Editura: St. Martin's Griffin
ISBN-10: 0312198655
Pagini: 224
Dimensiuni: 140 x 217 x 14 mm
Greutate: 0.3 kg
Ediția:First.
Editura: St. Martin's Griffin
Notă biografică
Thane Rosenbaum won the prestigious Wallant Prize for Elijah Visible. The literary editor of Tikkun, he also contributes to The New York Times and The Wall Street Journal, and is the author of a novel, Second Hand Smoke. He lives in New York, where he teaches law and human rights at Fordham Law School.

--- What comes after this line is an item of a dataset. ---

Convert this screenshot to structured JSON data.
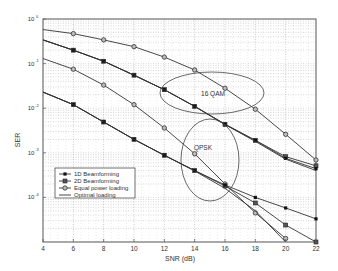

Textul de pe ultima copertă
Evoking the terrifying childhood and the seemingly successful adult life of Adam Posner, Rosenbaum reveals, through the haunting cadences of his fiction, that we all remain, however transmogrified as adults, the children we once were. No one underscores this realization more than Adam Posner, determined to climb the proverbial ladder of success, yet encumbered by the psychic screams of his parents and by the memories of a world where the sun never shone. The Adam Posner who emerges from these pages, stumbling from darkness into light, is actually a composite character, a mosaic of a man whose different incarnations overlap to form a textured collage that represents the lives of America's young and affluent Jews. The duality of experiences - the juxtaposition of the jaded, materialistic lives of the young with the wraithlike apparitions of an older, tortured generation - creates a stunning portrait that suggests that the mystery of Elijah the prophet may be slipping from our grasp and that the Holocaust was perhaps just a horrific prologue to the disintegration of the modern Jewish family.